Description
Problem
Currently, the ecs.php configuration file is treated as a fully replaceable artifact. Any customization requires copying and maintaining a complete version of the file in the consumer project.
This approach introduces several issues:
- Duplication of configuration: users must copy the entire base configuration even for small changes
- Drift from upstream: updates to the original
ecs.php are not automatically propagated
- Maintenance overhead: keeping custom configs aligned with the repository becomes error-prone
- Poor composability: no way to incrementally extend or override behavior
Proposed Solution
Allow ecs.php to be extensible instead of replaceable, enabling users to build on top of the base configuration.
Possible approaches:
1. Require + extend pattern
Expose the base configuration in a reusable way:
$ecsConfig = require __DIR__ . '/vendor/fast-forward/dev-tools/ecs.php';
$ecsConfig
->withRules([
// project-specific rules
]);
return $ecsConfig;
This allows consumers to reuse the default configuration and only append/override what is necessary.
2. Config factory / builder method
Provide a method that returns a preconfigured ECSConfig instance:
use FastForward\DevTools\Config\EcsConfigFactory;
return EcsConfigFactory::create()
->withRules([
// overrides
]);
This avoids direct file coupling and enables version-safe extensions.
3. CLI-level extensibility
Allow passing additional configuration via CLI arguments:
composer code-style --extra-config=ecs.custom.php
Where ecs.custom.php augments the base configuration.
4. Layered configuration support
Support multiple config files that are merged in order:
return ECSConfig::merge([
__DIR__ . '/vendor/.../ecs.php',
__DIR__ . '/ecs.override.php',
]);
Expected Behavior
- Users SHOULD be able to extend the default configuration without copying it entirely
- Upstream updates to
ecs.php SHOULD automatically apply unless explicitly overridden
- The system SHOULD support additive and override-based customization
Benefits
- Eliminates duplication
- Reduces maintenance burden
- Improves upgrade safety
- Enables composable configuration
- Aligns with best practices seen in tools like Symfony, PHP-CS-Fixer, and Rector
Additional Context
This becomes especially relevant when integrating additional rule sets (e.g. security sniffs like phpcs-security-audit - PR #5), where users only want to append rules without redefining the entire configuration.
This becomes especially relevant when integrating additional rule sets (e.g. security sniffs like phpcs-security-audit), where users only want to append rules without redefining the entire configuration.
Description
Problem
Currently, the
ecs.phpconfiguration file is treated as a fully replaceable artifact. Any customization requires copying and maintaining a complete version of the file in the consumer project.This approach introduces several issues:
ecs.phpare not automatically propagatedProposed Solution
Allow
ecs.phpto be extensible instead of replaceable, enabling users to build on top of the base configuration.Possible approaches:
1. Require + extend pattern
Expose the base configuration in a reusable way:
return $ecsConfig;
This allows consumers to reuse the default configuration and only append/override what is necessary.
2. Config factory / builder method
Provide a method that returns a preconfigured ECSConfig instance:
This avoids direct file coupling and enables version-safe extensions.
3. CLI-level extensibility
Allow passing additional configuration via CLI arguments:
composer code-style --extra-config=ecs.custom.phpWhere
ecs.custom.phpaugments the base configuration.4. Layered configuration support
Support multiple config files that are merged in order:
Expected Behavior
ecs.phpSHOULD automatically apply unless explicitly overriddenBenefits
Additional Context
This becomes especially relevant when integrating additional rule sets (e.g. security sniffs like phpcs-security-audit - PR #5), where users only want to append rules without redefining the entire configuration.
This becomes especially relevant when integrating additional rule sets (e.g. security sniffs like phpcs-security-audit), where users only want to append rules without redefining the entire configuration.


What is being asked:
Find and copy the lines in the records beneath this task that contain the word "días".

■ ■ ■

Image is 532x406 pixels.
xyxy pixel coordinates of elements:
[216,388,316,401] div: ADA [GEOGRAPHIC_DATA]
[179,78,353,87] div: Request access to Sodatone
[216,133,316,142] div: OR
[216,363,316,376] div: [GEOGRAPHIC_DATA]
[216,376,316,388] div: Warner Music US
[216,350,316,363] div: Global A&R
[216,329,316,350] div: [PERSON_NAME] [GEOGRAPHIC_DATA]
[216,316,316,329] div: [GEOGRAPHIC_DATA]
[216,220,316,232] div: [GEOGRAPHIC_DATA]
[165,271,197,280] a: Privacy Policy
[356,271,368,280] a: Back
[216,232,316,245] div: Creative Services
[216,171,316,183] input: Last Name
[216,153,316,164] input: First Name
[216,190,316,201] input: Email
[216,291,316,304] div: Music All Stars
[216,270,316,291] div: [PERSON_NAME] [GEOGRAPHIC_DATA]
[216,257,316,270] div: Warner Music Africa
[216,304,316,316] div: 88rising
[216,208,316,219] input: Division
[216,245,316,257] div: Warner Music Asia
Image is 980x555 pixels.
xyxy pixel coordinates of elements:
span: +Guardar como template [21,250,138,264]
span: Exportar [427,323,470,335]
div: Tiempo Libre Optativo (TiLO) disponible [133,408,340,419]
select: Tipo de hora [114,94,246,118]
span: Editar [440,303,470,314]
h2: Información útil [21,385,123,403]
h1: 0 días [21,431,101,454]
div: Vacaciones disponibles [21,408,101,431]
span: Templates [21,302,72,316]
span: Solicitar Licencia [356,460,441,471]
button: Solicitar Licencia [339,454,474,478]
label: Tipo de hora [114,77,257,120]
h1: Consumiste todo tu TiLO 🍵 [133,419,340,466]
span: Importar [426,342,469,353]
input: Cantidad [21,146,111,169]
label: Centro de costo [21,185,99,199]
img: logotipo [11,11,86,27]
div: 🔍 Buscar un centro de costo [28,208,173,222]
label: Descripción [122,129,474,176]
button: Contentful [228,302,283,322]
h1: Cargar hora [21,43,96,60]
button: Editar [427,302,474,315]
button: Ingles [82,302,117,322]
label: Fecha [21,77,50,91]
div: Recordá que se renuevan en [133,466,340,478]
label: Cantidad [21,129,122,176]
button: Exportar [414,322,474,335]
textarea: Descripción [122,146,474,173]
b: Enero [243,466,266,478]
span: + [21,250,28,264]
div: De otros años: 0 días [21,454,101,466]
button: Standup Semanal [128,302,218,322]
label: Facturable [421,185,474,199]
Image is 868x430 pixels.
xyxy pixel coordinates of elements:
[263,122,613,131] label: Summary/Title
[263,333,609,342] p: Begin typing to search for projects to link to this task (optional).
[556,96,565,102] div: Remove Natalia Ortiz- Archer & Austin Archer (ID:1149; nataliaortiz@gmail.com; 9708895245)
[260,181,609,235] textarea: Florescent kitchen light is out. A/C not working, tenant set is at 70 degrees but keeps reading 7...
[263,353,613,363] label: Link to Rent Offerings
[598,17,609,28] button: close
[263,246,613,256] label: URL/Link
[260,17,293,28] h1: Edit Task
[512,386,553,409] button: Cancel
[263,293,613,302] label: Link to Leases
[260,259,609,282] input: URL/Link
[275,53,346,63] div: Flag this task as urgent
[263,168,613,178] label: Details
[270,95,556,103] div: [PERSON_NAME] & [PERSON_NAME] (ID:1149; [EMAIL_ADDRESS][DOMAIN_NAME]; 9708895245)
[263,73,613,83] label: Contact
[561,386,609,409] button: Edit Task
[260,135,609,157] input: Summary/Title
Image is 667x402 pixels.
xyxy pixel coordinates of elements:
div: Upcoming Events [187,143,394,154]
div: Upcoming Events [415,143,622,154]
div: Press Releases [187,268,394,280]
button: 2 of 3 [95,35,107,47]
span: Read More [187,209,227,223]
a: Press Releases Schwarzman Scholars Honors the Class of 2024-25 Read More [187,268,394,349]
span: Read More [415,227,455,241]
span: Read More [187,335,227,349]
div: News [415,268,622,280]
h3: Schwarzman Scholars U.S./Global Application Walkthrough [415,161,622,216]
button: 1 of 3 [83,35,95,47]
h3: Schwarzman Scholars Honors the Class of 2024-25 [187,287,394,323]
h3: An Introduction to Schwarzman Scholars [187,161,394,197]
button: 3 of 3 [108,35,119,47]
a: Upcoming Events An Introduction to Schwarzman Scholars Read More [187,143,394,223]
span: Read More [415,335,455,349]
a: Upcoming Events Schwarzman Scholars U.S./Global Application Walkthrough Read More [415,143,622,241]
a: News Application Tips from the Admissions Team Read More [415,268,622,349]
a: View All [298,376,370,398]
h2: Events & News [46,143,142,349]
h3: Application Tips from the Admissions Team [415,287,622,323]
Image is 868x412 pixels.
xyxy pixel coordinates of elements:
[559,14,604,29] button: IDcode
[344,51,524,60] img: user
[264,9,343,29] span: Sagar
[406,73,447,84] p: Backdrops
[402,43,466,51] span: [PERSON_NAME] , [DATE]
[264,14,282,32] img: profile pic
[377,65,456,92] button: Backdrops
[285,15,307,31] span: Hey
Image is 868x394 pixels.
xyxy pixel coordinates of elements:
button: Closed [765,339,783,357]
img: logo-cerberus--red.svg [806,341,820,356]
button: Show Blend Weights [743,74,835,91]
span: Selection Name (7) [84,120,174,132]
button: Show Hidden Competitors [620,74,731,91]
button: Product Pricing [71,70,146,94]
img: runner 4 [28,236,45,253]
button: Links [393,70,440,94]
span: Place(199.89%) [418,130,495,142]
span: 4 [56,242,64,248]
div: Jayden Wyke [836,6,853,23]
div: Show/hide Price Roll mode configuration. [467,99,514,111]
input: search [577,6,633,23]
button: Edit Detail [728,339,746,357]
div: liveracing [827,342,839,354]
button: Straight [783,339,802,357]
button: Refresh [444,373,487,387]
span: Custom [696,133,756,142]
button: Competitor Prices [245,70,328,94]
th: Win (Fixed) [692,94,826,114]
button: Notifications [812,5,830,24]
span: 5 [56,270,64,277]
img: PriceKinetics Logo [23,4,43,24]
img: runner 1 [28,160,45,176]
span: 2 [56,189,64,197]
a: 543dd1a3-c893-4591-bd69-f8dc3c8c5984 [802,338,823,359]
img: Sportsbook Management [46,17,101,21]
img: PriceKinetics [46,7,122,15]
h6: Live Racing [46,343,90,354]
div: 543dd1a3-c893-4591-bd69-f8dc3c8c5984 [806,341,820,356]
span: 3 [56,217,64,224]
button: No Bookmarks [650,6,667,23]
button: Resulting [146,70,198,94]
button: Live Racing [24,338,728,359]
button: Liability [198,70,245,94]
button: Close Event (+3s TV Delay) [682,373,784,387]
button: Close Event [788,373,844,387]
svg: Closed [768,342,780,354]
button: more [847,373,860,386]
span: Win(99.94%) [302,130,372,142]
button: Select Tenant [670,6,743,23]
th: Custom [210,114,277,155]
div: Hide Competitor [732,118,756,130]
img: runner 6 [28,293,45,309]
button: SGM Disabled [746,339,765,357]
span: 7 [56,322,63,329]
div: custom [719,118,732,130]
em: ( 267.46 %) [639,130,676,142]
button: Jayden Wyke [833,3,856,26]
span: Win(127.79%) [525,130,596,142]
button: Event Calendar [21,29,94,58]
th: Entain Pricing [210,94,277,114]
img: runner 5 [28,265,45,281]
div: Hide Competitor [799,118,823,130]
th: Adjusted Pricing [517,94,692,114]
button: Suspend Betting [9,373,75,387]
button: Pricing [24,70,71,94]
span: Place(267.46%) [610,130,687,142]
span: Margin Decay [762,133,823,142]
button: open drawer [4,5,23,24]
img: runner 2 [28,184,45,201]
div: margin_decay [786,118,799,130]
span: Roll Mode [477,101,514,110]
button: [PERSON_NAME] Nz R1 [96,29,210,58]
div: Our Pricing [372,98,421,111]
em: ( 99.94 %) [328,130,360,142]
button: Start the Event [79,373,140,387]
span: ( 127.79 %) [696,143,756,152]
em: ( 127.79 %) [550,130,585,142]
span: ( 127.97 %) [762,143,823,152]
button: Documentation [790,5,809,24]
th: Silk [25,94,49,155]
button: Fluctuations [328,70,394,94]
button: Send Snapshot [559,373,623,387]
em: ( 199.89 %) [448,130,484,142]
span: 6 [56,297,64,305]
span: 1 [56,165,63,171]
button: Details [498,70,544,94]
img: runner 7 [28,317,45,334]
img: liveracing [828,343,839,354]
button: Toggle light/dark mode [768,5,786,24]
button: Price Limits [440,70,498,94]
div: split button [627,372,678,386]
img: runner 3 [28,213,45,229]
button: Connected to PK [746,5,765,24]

■ ■ ■

Problem solution:
h1: 0 días [21,431,101,454]
div: De otros años: 0 días [21,454,101,466]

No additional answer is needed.